Greece 5-Year Sovereign CDS Widens
Dow Jones Newswires
LONDON -- The pressure on Greece showed no sign of abating Friday with the cost of insuring the country's sovereign debt against default rising again.
According to CMA DataVision, Greece's five-year sovereign credit-default swap spreads--a key measure of credit risk--stood at 446 basis points in early trading Friday, up around 19 basis points from Thursday's close of 427 basis points.
The movement means it now costs around EUR446,000 a year to insure a notional EUR10 million of Greek sovereign debt against default for five years. That's up from the EUR427,000 it cost at Thursday's close and the EUR256,000 it cost a month ago.
"With sovereign debt and fiscal difficulties remaining a concern, sovereign spread volatility will not disappear soon," said Tim Brunne at UniCredit SpA.
Concerns about Greece's debt woes, and fears that other deficit-heavy economies in the region will run into the same problems, continue to weigh on market sentiment across the globe.
"The crisis in euro area sovereigns is reaching new proportions and the contagion is getting more serious," said analysts at Royal Bank of Scotland PLC in a note.
Portugal's five-year sovereign CDS spreads were quoted at 239 basis points, after closing Thursday at 229 basis points. And Spain's sovereign CDS spreads widened around 12 basis points to 182 basis points, according to CMA.
CDS are tradable, over-the-counter derivatives that function like a default insurance contract for debt. If a borrower defaults, the protection buyer is paid compensation by the protection seller. Swap buyers may be protecting investments they own or simply making bearish bets against companies or countries.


**TASK:** Pull each line holding "Send" out of the entries below.

[Extracted records]
*** Block opens ***

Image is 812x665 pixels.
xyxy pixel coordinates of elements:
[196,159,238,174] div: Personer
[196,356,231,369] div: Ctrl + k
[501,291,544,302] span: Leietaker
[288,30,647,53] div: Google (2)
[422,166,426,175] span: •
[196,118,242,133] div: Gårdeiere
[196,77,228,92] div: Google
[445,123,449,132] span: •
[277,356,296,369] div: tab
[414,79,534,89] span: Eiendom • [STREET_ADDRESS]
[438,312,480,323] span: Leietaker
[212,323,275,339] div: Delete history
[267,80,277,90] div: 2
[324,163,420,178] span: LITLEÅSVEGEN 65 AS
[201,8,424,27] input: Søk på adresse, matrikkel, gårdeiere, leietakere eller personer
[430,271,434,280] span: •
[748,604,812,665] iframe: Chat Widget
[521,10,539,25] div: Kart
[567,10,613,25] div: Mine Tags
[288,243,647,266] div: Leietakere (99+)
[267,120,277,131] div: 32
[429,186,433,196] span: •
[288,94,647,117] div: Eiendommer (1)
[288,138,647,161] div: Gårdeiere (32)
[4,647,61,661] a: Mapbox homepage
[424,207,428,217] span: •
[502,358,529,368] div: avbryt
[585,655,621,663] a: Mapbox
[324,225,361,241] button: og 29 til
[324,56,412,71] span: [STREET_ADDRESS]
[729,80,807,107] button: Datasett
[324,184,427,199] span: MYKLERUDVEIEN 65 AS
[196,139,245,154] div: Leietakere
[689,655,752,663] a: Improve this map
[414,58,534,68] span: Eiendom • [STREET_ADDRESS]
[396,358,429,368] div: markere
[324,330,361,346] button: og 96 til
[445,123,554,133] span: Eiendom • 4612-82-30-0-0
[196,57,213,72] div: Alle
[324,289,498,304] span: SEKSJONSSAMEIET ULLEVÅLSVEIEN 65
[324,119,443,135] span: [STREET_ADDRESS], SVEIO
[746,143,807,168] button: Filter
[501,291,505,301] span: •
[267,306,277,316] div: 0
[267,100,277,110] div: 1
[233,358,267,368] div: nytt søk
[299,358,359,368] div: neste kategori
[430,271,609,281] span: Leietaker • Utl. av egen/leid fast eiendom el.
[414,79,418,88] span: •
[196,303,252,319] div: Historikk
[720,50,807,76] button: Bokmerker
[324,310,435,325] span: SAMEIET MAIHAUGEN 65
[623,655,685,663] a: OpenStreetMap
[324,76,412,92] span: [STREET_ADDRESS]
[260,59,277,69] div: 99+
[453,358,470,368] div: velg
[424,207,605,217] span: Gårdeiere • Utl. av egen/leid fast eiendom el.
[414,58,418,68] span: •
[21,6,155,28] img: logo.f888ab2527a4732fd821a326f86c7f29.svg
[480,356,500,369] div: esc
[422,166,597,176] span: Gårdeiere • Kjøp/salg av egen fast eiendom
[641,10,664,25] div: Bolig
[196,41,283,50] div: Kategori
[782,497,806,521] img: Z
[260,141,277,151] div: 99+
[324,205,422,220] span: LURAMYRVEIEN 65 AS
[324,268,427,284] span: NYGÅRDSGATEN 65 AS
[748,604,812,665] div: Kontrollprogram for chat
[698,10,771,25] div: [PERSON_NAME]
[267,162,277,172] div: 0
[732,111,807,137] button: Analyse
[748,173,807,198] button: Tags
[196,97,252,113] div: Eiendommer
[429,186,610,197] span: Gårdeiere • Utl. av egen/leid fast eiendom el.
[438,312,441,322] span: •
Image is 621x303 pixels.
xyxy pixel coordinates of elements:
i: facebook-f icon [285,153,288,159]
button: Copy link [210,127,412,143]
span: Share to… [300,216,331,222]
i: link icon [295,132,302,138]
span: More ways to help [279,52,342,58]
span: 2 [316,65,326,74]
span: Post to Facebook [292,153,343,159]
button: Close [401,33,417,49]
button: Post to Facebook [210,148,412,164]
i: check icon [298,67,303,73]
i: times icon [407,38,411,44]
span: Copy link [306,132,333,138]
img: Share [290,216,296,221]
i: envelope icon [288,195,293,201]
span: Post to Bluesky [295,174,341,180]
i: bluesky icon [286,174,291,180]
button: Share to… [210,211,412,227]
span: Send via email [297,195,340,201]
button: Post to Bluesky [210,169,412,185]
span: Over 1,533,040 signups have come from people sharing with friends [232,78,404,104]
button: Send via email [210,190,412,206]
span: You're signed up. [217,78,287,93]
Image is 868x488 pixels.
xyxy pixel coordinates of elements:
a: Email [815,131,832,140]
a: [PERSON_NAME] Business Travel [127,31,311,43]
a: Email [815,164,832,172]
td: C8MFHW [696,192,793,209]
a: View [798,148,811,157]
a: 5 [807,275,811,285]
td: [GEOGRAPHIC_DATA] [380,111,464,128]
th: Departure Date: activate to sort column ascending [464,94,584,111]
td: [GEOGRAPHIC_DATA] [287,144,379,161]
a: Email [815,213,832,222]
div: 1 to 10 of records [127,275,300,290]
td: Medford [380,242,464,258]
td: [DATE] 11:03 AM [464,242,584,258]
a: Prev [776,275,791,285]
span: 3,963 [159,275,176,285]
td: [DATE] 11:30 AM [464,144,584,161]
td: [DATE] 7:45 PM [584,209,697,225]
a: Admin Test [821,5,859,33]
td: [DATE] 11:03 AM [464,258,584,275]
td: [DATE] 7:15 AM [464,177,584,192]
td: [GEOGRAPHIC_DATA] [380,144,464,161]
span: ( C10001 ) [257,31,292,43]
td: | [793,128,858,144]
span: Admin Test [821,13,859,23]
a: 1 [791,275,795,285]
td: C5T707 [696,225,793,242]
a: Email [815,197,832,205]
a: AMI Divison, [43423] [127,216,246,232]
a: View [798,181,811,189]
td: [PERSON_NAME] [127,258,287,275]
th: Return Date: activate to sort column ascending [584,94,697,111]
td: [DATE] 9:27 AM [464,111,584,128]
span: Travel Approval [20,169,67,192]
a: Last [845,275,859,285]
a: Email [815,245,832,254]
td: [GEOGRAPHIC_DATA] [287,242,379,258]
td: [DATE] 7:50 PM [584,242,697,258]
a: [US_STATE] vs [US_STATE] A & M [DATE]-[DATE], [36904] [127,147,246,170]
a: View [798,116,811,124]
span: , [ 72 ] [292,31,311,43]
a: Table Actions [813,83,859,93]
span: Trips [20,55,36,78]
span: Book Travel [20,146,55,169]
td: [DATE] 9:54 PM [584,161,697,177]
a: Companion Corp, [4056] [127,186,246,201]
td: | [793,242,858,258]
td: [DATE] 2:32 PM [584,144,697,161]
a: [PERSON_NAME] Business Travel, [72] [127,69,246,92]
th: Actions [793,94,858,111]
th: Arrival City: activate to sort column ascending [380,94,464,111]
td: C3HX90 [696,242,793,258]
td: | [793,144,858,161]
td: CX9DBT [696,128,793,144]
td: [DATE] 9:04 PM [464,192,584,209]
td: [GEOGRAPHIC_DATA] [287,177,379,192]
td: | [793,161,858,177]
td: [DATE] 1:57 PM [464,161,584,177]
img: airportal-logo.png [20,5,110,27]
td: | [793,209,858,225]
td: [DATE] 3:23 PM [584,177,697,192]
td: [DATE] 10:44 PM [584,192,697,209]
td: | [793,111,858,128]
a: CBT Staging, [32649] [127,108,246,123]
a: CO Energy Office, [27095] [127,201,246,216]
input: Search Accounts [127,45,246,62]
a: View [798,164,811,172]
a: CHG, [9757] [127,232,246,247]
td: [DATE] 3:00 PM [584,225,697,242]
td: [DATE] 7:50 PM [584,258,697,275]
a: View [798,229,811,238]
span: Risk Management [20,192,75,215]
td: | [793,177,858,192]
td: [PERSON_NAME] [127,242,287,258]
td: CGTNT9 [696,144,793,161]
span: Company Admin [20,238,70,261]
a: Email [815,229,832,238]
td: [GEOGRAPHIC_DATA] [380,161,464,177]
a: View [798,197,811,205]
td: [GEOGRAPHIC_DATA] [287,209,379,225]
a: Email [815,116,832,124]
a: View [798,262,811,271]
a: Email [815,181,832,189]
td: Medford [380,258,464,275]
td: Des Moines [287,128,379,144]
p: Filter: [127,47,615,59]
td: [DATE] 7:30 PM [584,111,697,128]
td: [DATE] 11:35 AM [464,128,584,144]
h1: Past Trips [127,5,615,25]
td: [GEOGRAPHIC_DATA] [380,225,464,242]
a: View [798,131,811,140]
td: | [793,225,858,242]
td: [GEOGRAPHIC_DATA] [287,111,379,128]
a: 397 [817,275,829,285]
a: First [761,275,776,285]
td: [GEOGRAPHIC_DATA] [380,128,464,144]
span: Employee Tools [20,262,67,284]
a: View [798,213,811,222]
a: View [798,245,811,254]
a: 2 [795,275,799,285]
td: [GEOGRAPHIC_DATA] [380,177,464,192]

*** Block closes ***

**YOUR RESPONSE:**
span: Send via email [297,195,340,201]
button: Send via email [210,190,412,206]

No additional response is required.